3 Widget Settings Most People Miss (And Why They Matter)

You embedded the widget. It works. But three small settings can double your engagement — and most people never touch them.

You set up your chatbot, added your Q&A, embedded the widget. Done. It works.

But there are three settings that most people skip during setup — and they make a bigger difference than you'd expect.

1. The Welcome Message

The default welcome message is fine. Generic. Something like "Hi! How can I help you?"

That's okay. But here's what works better: a welcome message that tells visitors what they can ask.

Generic: "Hi! How can I help you today?"

Better: "Hi! I can help with pricing, hours, booking, and parking. What do you need?"

Why? Because most visitors don't know what your chatbot can answer. They assume it's a basic FAQ bot or a generic AI that'll give useless responses. When you tell them upfront what you've trained it on, they're far more likely to engage.

One DropBot user changed their welcome message from generic to specific and saw chat engagement go from 8% to 22% of visitors.

2. The Brand Color

This sounds trivial. It's not.

The default widget color might not match your website. A bright blue chat bubble on a warm-toned bakery site looks like an ad. Visitors subconsciously ignore things that look like they don't belong.

Match the widget color to your brand's primary color. If your website uses dark green, make the widget dark green. It takes 10 seconds in the settings panel and makes the widget feel like a native part of your site instead of a third-party add-on.

Native-looking widgets get 30-40% more clicks than ones that visually clash with the site.

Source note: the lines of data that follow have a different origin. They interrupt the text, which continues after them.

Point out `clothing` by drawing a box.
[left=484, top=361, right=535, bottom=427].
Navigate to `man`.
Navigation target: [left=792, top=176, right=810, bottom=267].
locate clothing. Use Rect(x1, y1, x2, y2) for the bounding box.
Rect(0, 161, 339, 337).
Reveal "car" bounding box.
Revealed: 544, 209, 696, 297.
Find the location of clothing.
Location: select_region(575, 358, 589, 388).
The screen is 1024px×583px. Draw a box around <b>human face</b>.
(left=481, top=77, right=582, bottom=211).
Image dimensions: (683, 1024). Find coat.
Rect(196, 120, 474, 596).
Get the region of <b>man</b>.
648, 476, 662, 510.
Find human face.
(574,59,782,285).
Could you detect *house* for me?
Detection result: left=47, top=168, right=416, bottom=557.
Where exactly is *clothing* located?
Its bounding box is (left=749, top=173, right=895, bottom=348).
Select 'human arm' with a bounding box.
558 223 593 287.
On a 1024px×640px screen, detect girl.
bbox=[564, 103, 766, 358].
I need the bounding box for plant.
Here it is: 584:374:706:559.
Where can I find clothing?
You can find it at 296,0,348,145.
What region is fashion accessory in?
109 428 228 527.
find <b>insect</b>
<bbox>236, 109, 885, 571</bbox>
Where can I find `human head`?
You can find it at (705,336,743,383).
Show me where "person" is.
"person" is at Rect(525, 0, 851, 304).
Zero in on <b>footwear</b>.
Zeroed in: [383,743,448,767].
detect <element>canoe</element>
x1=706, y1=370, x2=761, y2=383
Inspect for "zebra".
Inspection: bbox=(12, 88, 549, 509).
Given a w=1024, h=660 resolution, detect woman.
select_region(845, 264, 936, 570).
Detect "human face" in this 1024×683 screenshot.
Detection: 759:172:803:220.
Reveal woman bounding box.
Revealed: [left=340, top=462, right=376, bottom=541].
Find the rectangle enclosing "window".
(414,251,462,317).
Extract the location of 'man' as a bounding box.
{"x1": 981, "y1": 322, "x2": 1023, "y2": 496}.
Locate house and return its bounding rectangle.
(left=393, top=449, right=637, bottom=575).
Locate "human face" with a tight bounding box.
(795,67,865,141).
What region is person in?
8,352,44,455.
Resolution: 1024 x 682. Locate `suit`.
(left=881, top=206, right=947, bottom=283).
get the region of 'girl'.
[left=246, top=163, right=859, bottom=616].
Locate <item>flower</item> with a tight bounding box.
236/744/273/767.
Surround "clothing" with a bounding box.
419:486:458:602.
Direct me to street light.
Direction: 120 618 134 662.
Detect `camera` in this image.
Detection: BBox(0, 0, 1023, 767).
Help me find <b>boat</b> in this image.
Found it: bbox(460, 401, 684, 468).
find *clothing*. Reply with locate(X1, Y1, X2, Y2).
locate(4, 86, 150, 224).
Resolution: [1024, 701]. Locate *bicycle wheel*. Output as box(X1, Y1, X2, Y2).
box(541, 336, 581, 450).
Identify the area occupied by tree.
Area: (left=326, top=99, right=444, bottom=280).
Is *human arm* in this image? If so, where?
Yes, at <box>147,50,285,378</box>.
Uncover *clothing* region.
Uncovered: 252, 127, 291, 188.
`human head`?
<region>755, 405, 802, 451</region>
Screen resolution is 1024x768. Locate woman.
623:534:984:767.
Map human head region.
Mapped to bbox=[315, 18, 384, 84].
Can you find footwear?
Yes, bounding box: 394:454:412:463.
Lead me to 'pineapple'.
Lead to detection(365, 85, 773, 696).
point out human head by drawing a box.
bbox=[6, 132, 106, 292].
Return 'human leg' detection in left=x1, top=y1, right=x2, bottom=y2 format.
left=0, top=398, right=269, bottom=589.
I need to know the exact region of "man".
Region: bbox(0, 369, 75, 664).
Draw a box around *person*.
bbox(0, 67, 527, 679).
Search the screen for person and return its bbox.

3. The Initial Suggestions

DropBot lets you set suggested questions that appear as clickable buttons when the chat opens. Most people leave these empty.

Big mistake.

Suggested questions do two things:

  • They lower the barrier to engagement (clicking is easier than typing)
  • They guide visitors toward your highest-value answers

If your most common question is "What are your hours?" and your most valuable question is "How do I book an appointment?", put both as suggestions. You're steering the conversation toward conversion.

The Compound Effect

None of these settings are dramatic on their own. But combined:

  • A welcome message that sets expectations → more people engage
  • A matching brand color → more people notice the widget
  • Suggested questions → more people click instead of leaving

Small settings. Big difference. Go check yours — it takes 2 minutes to update all three.